Usually the comprehension of strangers begins with the interest of recognizing them: when they go to bed, what time they get up, what they buy in the supermarket. Bernard doesn't need to get to know his neighbor - he needs to get over the fact that he knows her, and she needs to learn how to say the right name in her sleep. Alas, just as fire, destroying paper, is unable to get rid of the episodes associated with it, “hinder passions in vain as a thunderstorm.” Modernizing the concept of Dante's Divine Comedy, François Truffaut takes the audience through all the circles of emotional and physical hell, but the hell he filmed is not populated by a host of sinners - only two, and they themselves are doomed to follow the stages of the dangerous path as victims rather than observers. Encounters - accidental and intentional - give rise to conversations, which in their turn awaken memories, prompt actions and states, which in the detailed guidebook are cleverly disguised as paradisiacal pleasures only at first. Convergence, discovery, euphoria. They are replaced by brokenness, fear, confusion, jealousy, lies, hopelessness.

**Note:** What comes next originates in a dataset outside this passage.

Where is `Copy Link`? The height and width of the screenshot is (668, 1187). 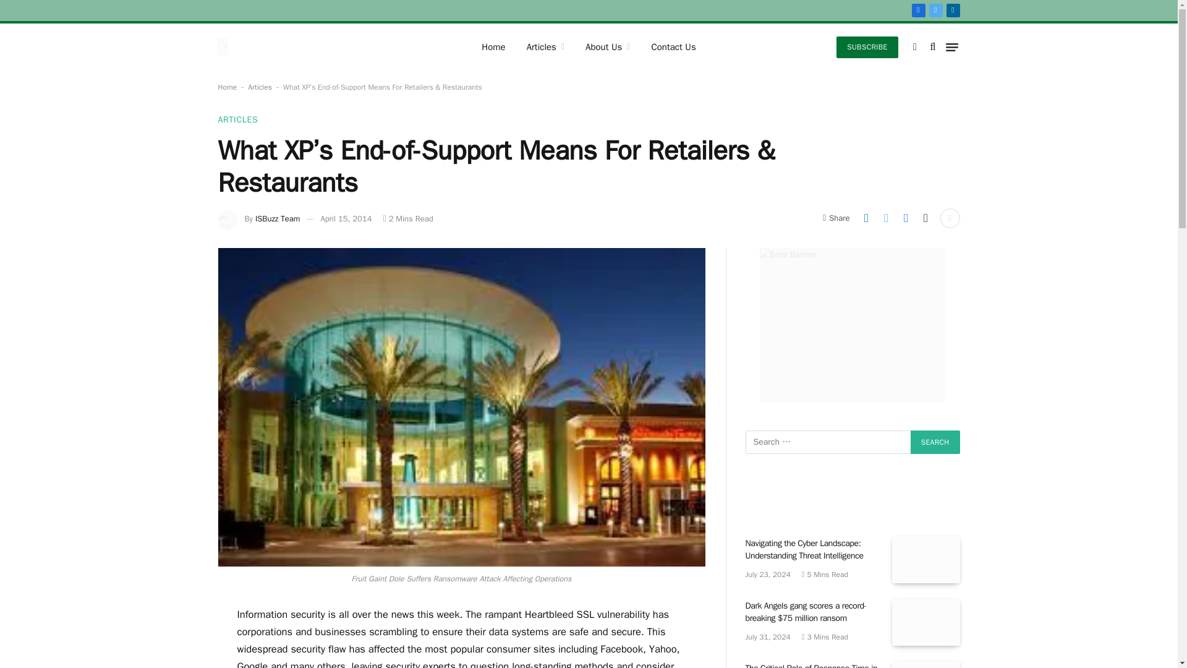
Copy Link is located at coordinates (926, 218).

By compositional and figurative parallelism of the development of two stories - the owner of the tennis club Madame Juve with her mysterious beau from New Caledonia and Mathilde with Bernard - Truffaut skillfully emphasizes a certain possibility of choice in any life collisions. It is up to the characters to jump out of the window or into the maelstrom, to accept the challenge or evade it, and meanwhile the obsession of the protagonists in the fluorescent glow of the temperaments rampant on the stage shades their modest halves. After Bernard's horrible, insane prank on the eve of the neighbors' departure on their wedding trip, Arlette, in addition to not executing her husband, explains to him, “I'm not angry with you. I realize you've suffered a lot if you've come to this point...” Philip, on the other hand, who confessed to a friend that his wife is his last chance for happiness, is ready to protect his beloved not only from public opinion, but also from herself. The crying whale in the drawing of little Tom seems to hint at the ability of its author to feel more pure-heartedly than the adult woman who, composing a special world of children's tales, steals the boy's face for her book, just as his father's body and thoughts - to satisfy invented fantasies.

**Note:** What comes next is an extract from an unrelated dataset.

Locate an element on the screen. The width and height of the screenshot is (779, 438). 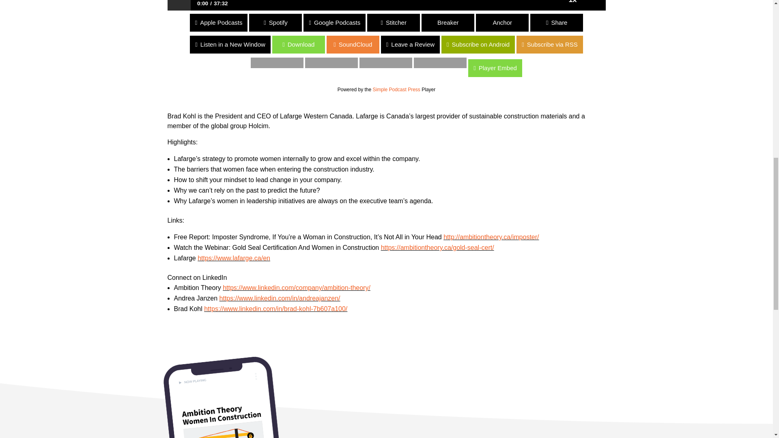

Seizing the initiative from each other, retreating or attacking like boxers in the ring, Mathilde and Bernard ephemerally find, and in fact clearly and irrevocably lose. It is love's nature to share and give, while passion is an insatiable egoist, eager to devour and appropriate. Love fills, and passion has no limit, as a barrel of Danaids has no bottom. Love is honest, and “if you touch the passions in a man, of course, you will not find the truth.” Love builds, passion destroys “to the ground”, without “then”. But the most important thing: as long as passion can be present in love, there is no place for love in passion. Isn't that why, among the immaculate, photographically accurate shots of bodily intimacy between the lovers, one looks emphatically fatal when, at the moment of their mutual possession, the camera catches the imperious, triumphant, unkind gaze of the predatory and attractive Fanny Ardant? Cats rage in the street, obeying the call of instinct and the season, and the eyes of the “extraordinary” Mathilde flash with an undisguised animal luster in the latent, eternal march of their relationship with Bernard. It is as if Blok's lines from the sub-cycle “Spell of Fire and Gloom” were addressed to them:
I am here, in the corner. I am there, crucified.

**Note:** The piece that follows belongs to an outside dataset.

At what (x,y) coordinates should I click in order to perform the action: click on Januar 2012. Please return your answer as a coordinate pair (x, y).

I am nailed to the wall - look!
Your eyes are burning, burning,
like two black dawns!
I'll be here. We'll all burn:
my city, the river, and me.
Baptize with the baptism of fire,
Oh, my darling!
Analyzing the nature of passion is difficult. In fact, this feeling had talented prosecutors and thoughtful defenders. Through the thickness of centuries speak to us the ghosts of those who cut veins-ribs-hands because of it, or wrote with the blood of those who cut, saying the exact opposite things. They shrewdly warn that being a few steps away from vice is enough to recognize passion as evil, figures in coutans, among whom Claude Frollo, a hostage of lowly impulses, somewhere bowed his head in guilt. Rustling through the pages of the Passion of the Soul and the Ethics, they proclaim the greatness of great human aspirations, without, however, advising to pull the pin on everyone, the shadows of Descartes and Spinoza. Thanks to Catherine Deneuve for her inspiration, Truffaut himself lets the lady of clubs (spades?) onto the big screen and into his personal space. But, in fact, they all suspect how useless their moralizing is, because errare humanum est*. Like falling into one's own abysses, multiplying one's own mistakes, paying for the mistakes of others and not learning from anyone else's. “All the world is a whirling dance and the meeting of trembling hands!” No one will dance your tango, flamenco or salsa for you.